Organizations find that knowledge often gets ‘stuck’ within the different professional cliques. In a health care setting, for example, nurses talk to nurses and doctors talk to doctors, and knowledge has difficulty passing between these two professions. However, all organizations have individuals who can act information ‘brokers’, bridging the gap between the professions.
One of the key success factors of an organization is that its executives, managers and employees or staff are able to share with each other best practices and processes, new routines, innovations and all other beneficial and important knowledge.
Unfortunately, rather than the smooth and widespread transfer of knowledge, organizations find that knowledge often gets ‘stuck’ within the different professions in the organization. Stefano Tasselli of the Rotterdam School of Management explored the patterns of knowledge transfer in an organization, focusing specifically on the social structures of professions.
In his quest to explain what might hamper or help knowledge transfer, Tasselli examined both the challenges of transferring knowledge to others (i.e. ‘ease of knowledge transfer’), and receiving knowledge from others (i.e. ‘receipt of useful knowledge). In short, his study examined transfer knowledge from the perspectives of both the source of the knowledge and the recipient of the knowledge.
Tasselli chose a healthcare setting for his study, as knowledge sharing between doctors and nurses is vital to the successful operation of a hospital.
The methodology of the study involved a detailed survey that asked 53 doctors and 65 nurses of a hospital department in Italy from whom they received knowledge and to whom they passed on knowledge. Concurrently with the survey, Tasselli conducted 21 semi-structured interviews with 9 doctors and 11 nurses from the department and a top administrator of the hospital.
The study revealed that the professional networks of nurses and doctors were structured differently. The nurses’ professional structure was more hierarchical with knowledge traveling from the nurse manager down to the nurses. This gave most nurses less opportunity to exchange knowledge with doctors. The doctors’ professional structure was less hierarchical — doctors were more likely to go directly to other doctors for knowledge. However, given this emphasis on peer-to-peer exchange of knowledge and advice, doctors were less likely to sharet their knowledge outside their profession.
An element of the social structures of both nurses and doctors were the status barriers between the profession — that is, differences in status between doctors and nurses instead of doctors and nurses viewing each other as peers.
The bottom line is that doctors were more likely to share knowledge with other doctors than with nurses; and nurses were more likely to share knowledge with other nurses than with doctors.
However, Tasselli’s study revealed, social structures also enabled individuals in certain positions to positively impact knowledge transfer through the organization.
One of the tenets of network theory is that those who occupy central positions in a network are more likely to act as a bridge spanning the divides with other networks.
The study showed that in a hospital setting clinical directors — responsible for the efficient and effective functioning of the medical staff, including providing clinical leadership to colleagues and junior personnel, coordinating the activities of departments, and being responsible for departmental budgets — acted as central authority figures who had both the motivation and the legitimate authority to transfer knowledge from one professional network to the other.
In terms of receiving useful knowledge, the study found that both nurse managers and junior doctors put themselves in position to be knowledge ‘brokers’ — that is, they were in a position to detect and acquire relevant knowledge, which they then shared throughout the organization.
In the hierarchy of the nurse network, nurse managers had easier access to doctors and the doctor’s knowledge than subordinate nurses. The brokerage opportunities for junior doctors emerged for a different reason: junior doctors were rotated through various departments, thus putting them into contact with new information that they could pass on to other junior doctors but also nurses. In addition, they were not hampered by the status barriers of the senior doctors, for whom informing nurses about new knowledge and information was not part of their responsibilities.
In short, while professional cliques do tend to keep knowledge to themselves, selected individuals in an organization have enough legitimate authority and motivation to broker knowledge across the inter-professional chasms in the organization — either by initiating information sharing (the clinical directors) or identifying and acquiring information (nurse managers and junior doctors).
Organizations and companies must make an effort to break down the barriers that form between professional groups. In the health care setting, for example, the hospital departments can have informal social gatherings that allow nurses and doctors to become more familiar with each other.
Organizations should also invest resources in developing a knowledge-sharing and collaboration culture. For example, they should reward inter-professional knowledge sharing and teamwork at all levels of the organization. Rotation between and within departments can also help.
However, informal inter-professional relationships are the key to more effective knowledge sharing. Any efforts to reinforce social relationships and break down status barriers between professions will pay dividends.
Sharing Knowledge in the Hospital Across Status Barriers. RSM Discovery (30th November 2016).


GOAL OF THE EXERCISE = Repeat the records exactly. Leave out the pictures.

Free-text object descriptions:

= Beginning of Section =

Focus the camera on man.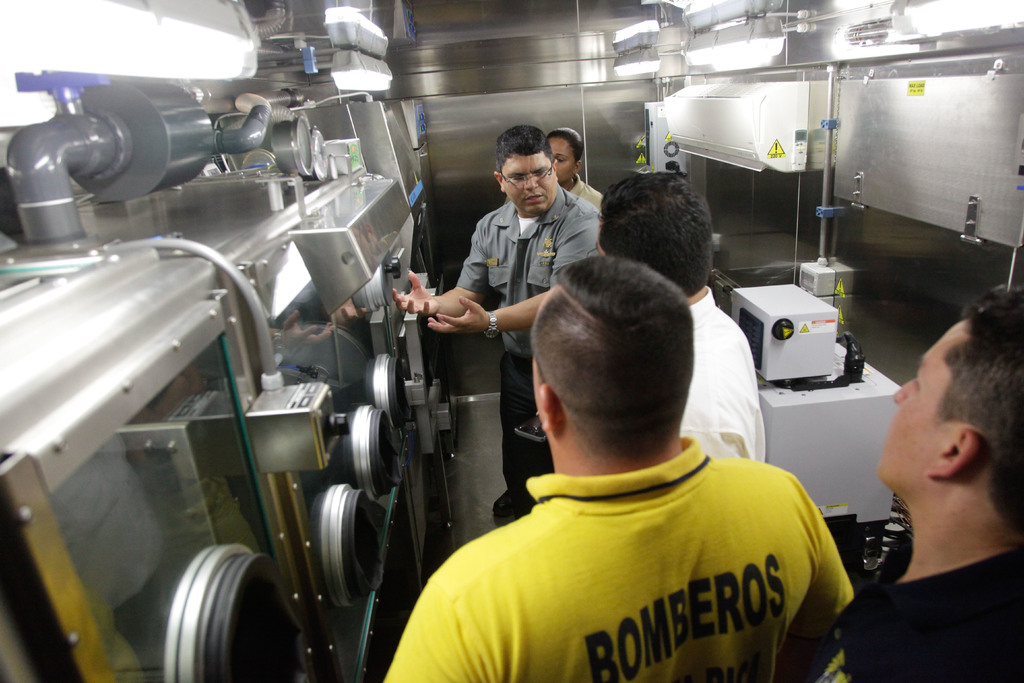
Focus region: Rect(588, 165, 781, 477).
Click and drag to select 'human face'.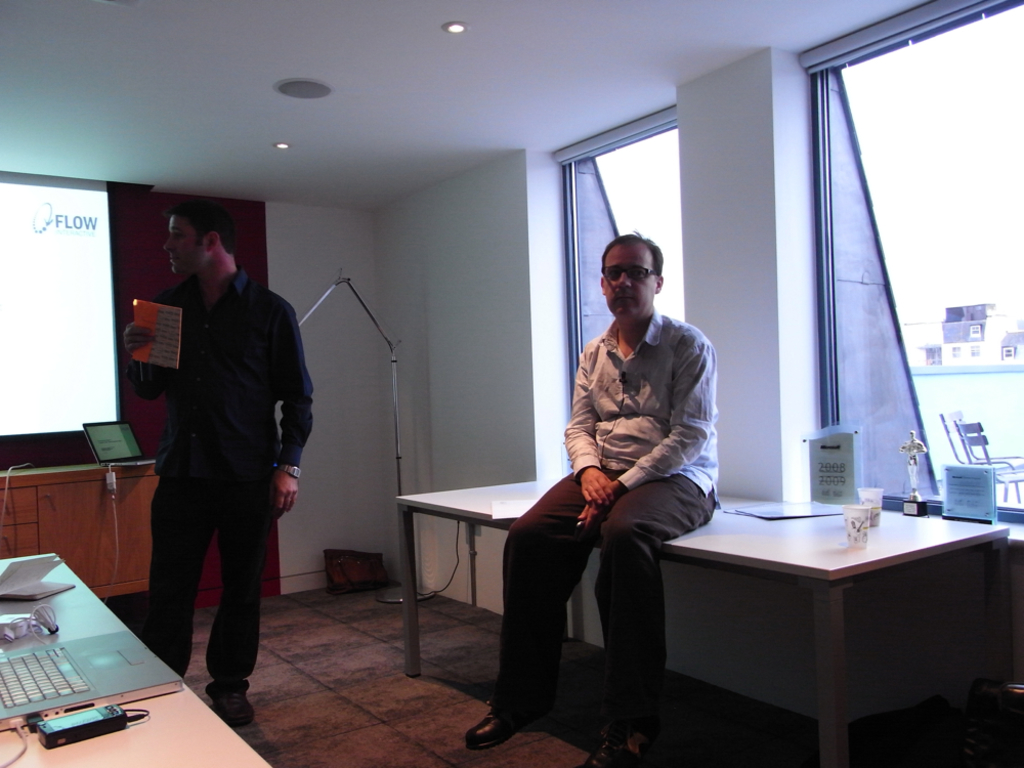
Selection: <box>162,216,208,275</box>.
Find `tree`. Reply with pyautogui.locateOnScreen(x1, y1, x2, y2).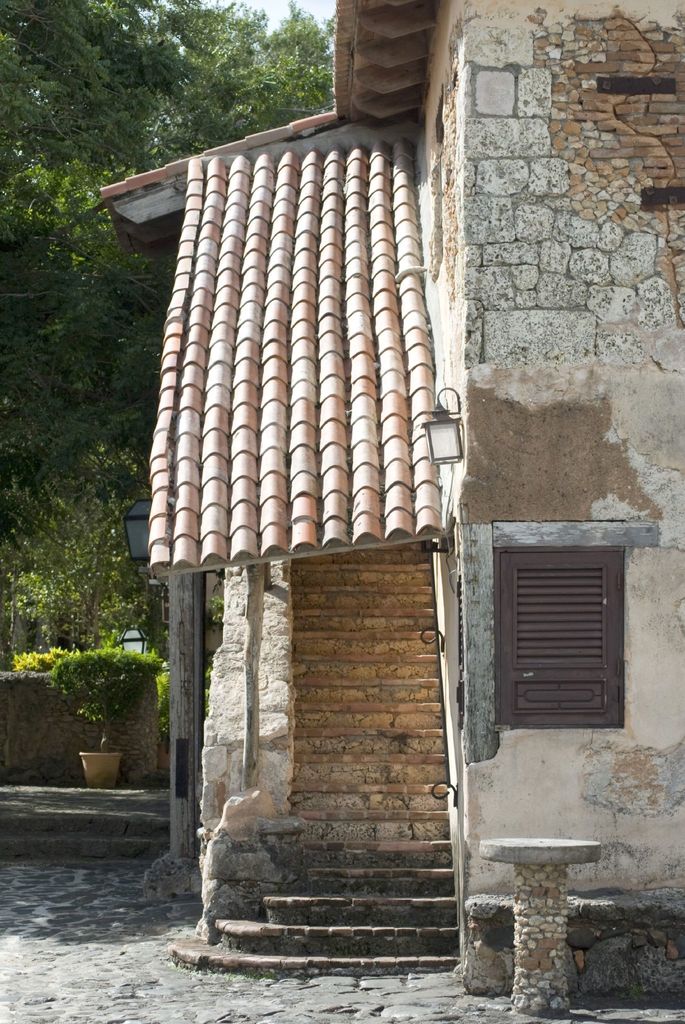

= End of Section =

RESULT FOR THIS TASK =
Focus the camera on man.
Focus region: Rect(588, 165, 781, 477).
Click and drag to select 'human face'.
Selection: <box>162,216,208,275</box>.
Find `tree`. Reply with pyautogui.locateOnScreen(x1, y1, x2, y2).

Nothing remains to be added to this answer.